→ **Work instructions**
Once the line containing "Find the location of a particular element." is located in the records below, repeat it and all lines that follow it exactly, leaving out any picture.

→ **Record excerpts**
* * * * * * *
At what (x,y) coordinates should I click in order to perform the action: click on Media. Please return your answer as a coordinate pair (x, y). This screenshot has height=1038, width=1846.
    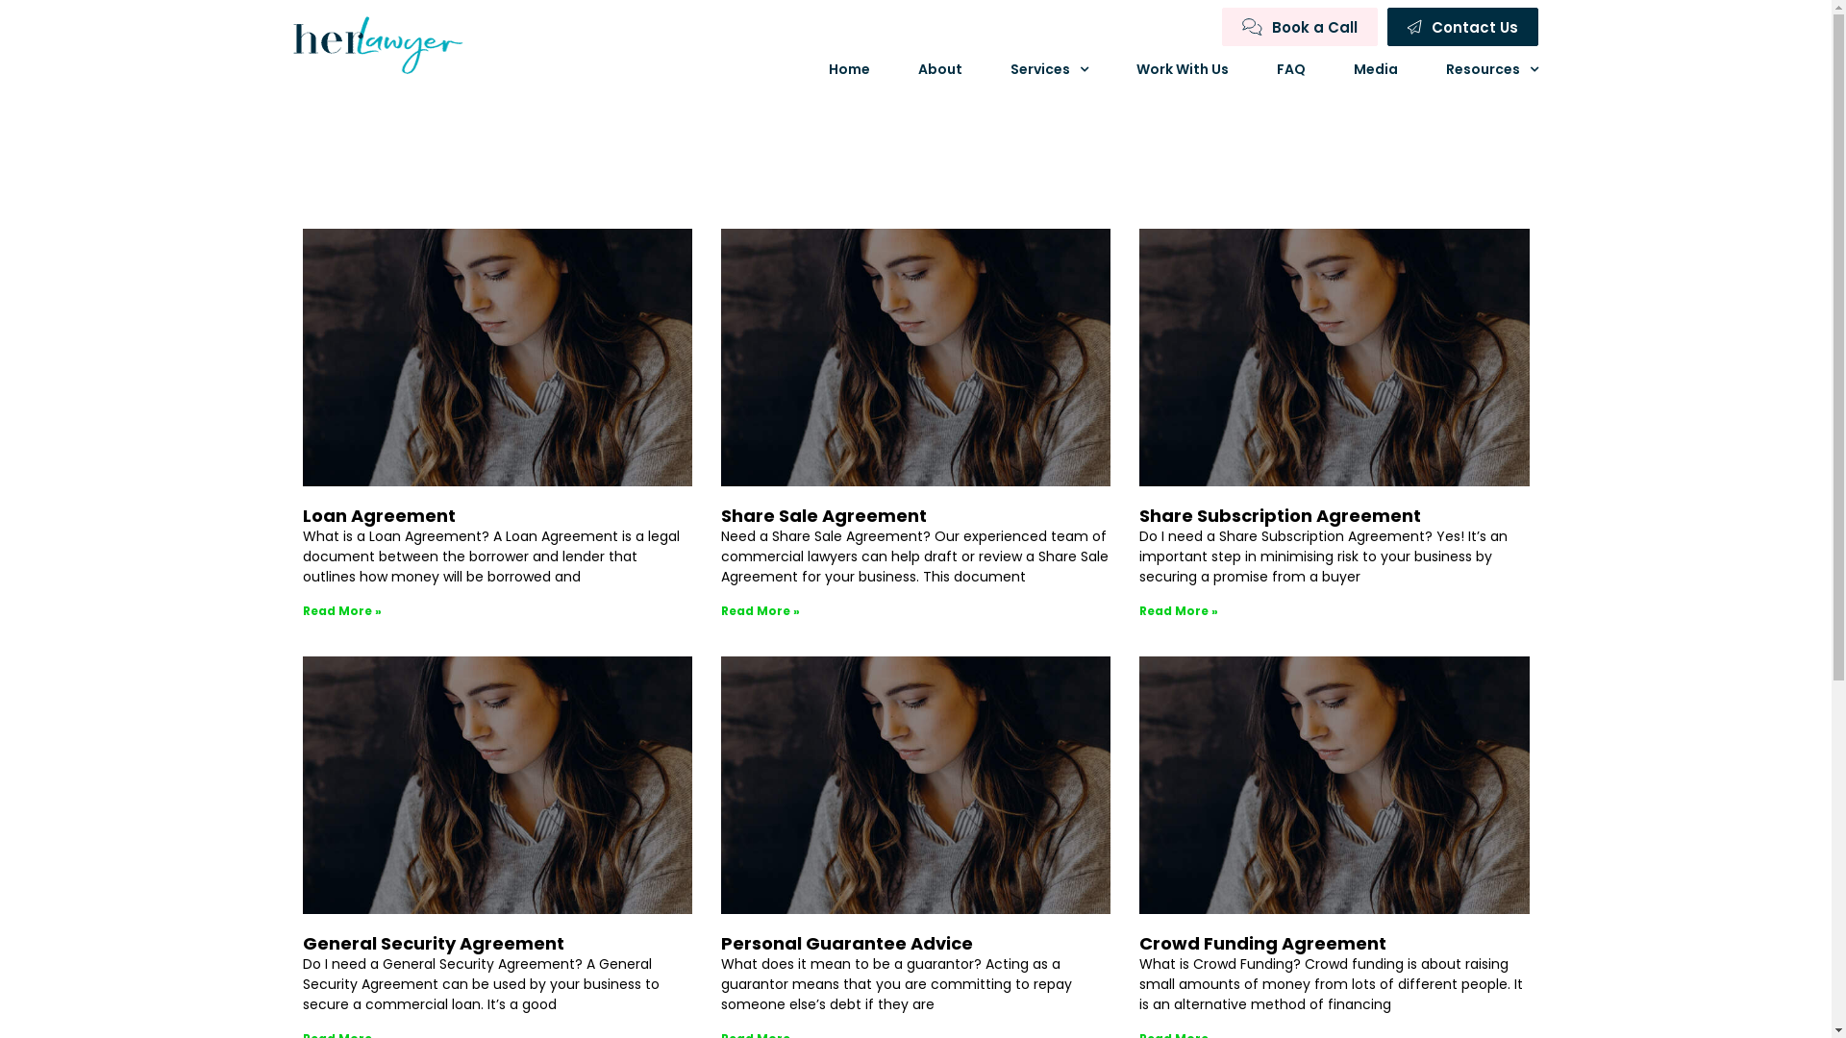
    Looking at the image, I should click on (1376, 69).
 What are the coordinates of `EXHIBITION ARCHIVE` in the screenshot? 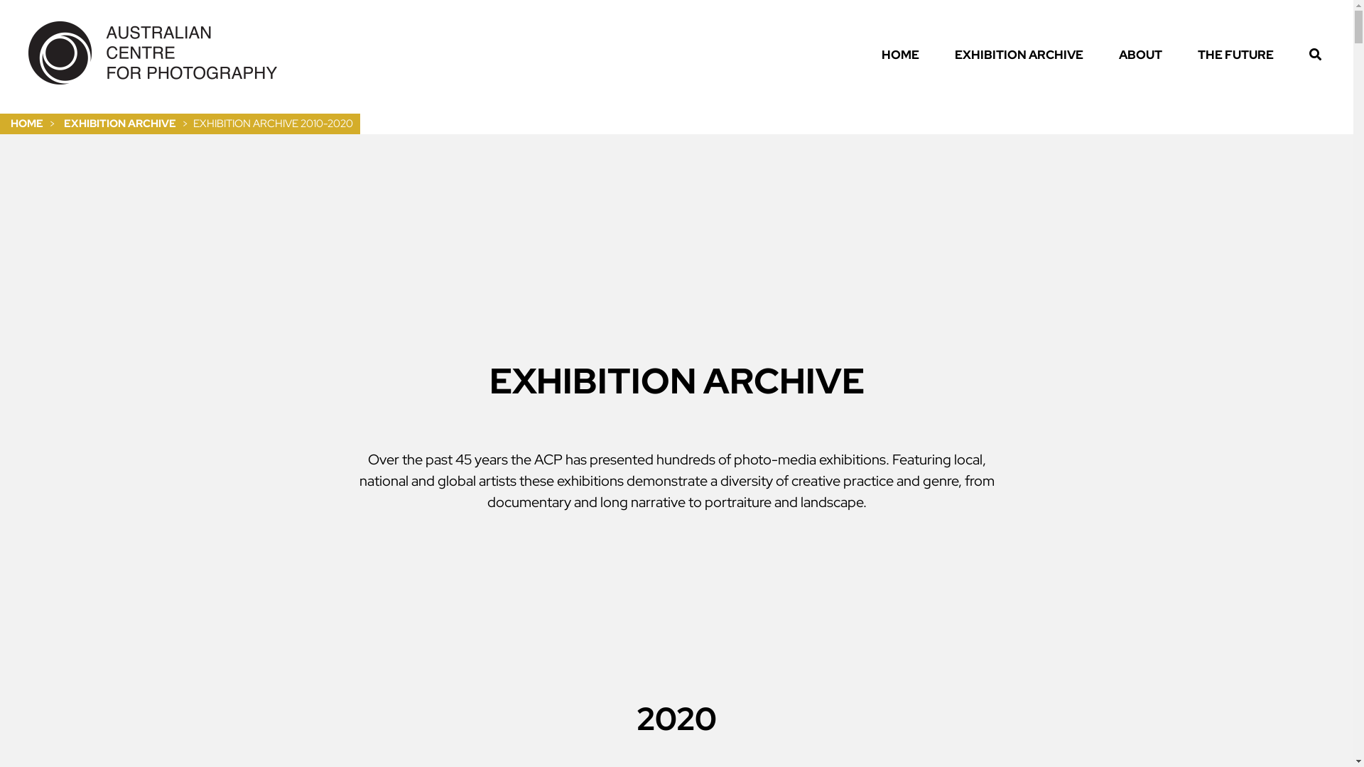 It's located at (1026, 55).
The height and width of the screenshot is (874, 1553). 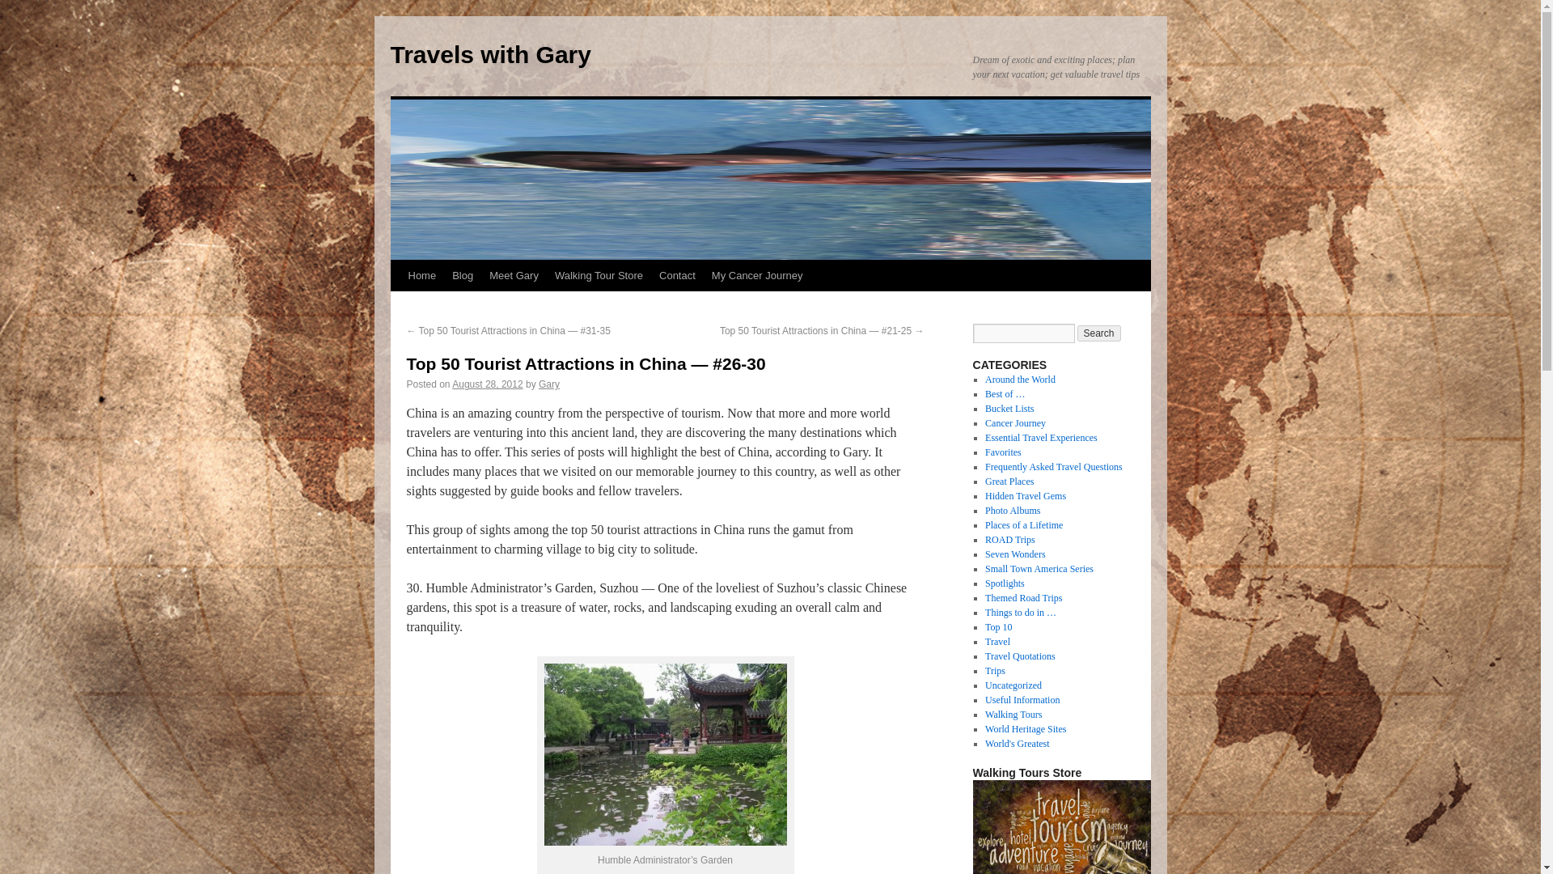 What do you see at coordinates (489, 54) in the screenshot?
I see `Travels with Gary` at bounding box center [489, 54].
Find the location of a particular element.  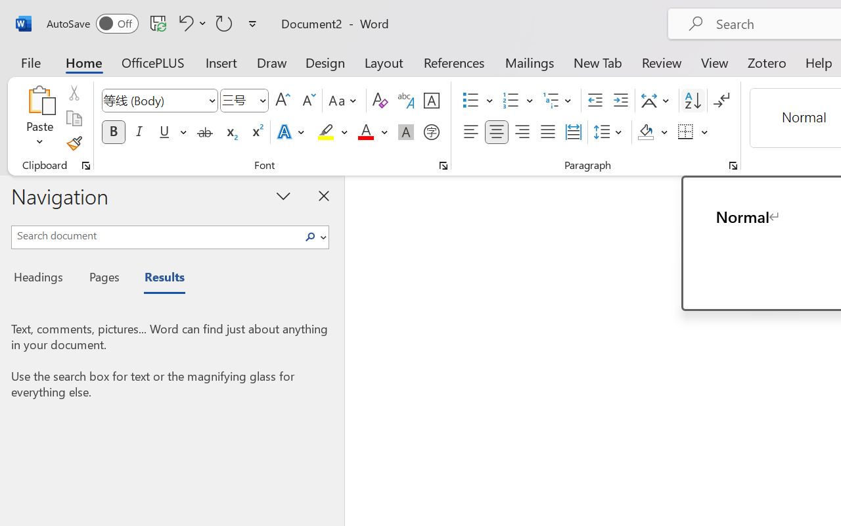

Enclose Characters... is located at coordinates (431, 132).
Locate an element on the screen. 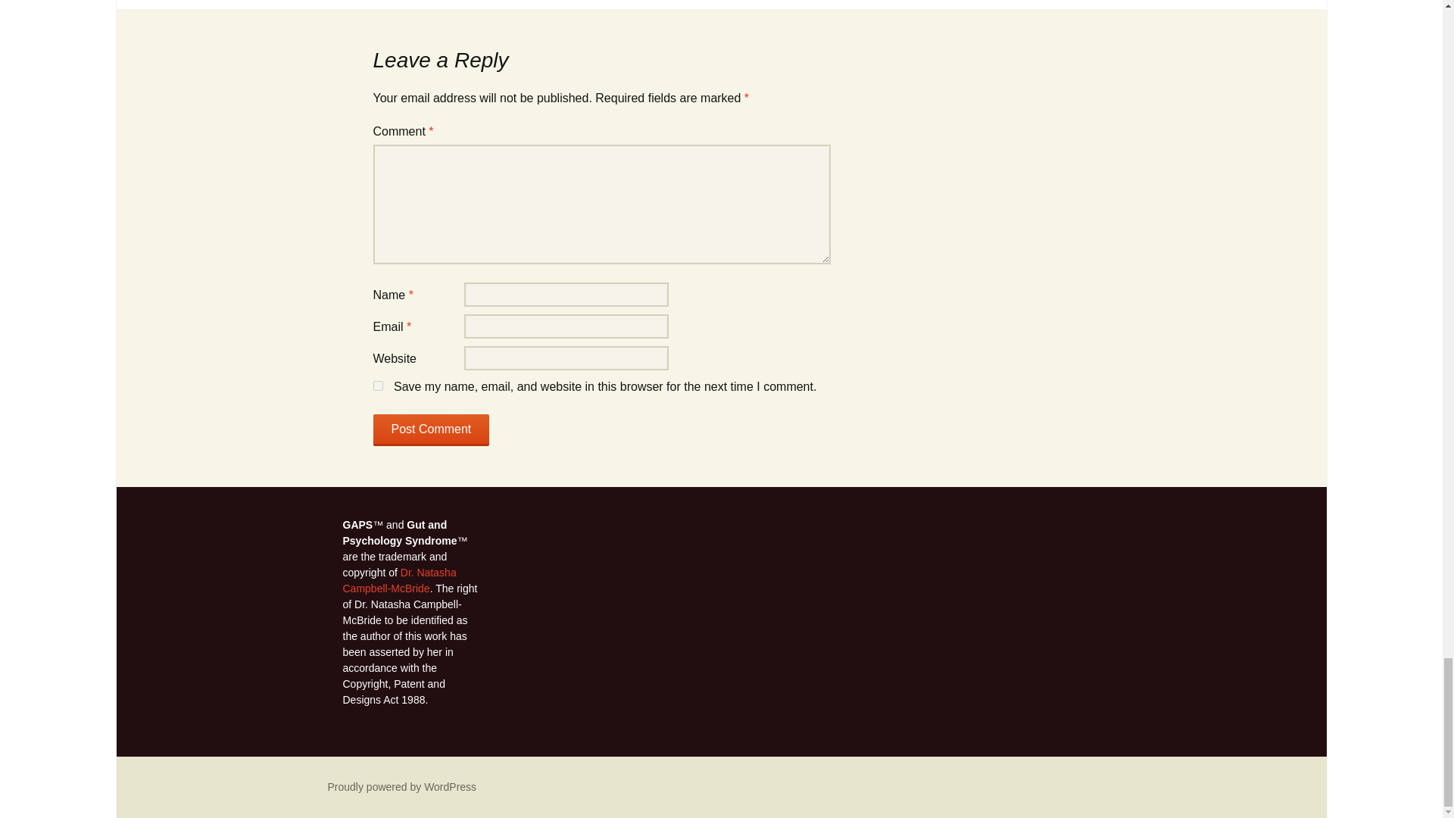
* * * * * * *
→ **Solution for this exercise**
Find the location of a particular element.  

Enclose Characters... is located at coordinates (431, 132).
Locate an element on the screen. 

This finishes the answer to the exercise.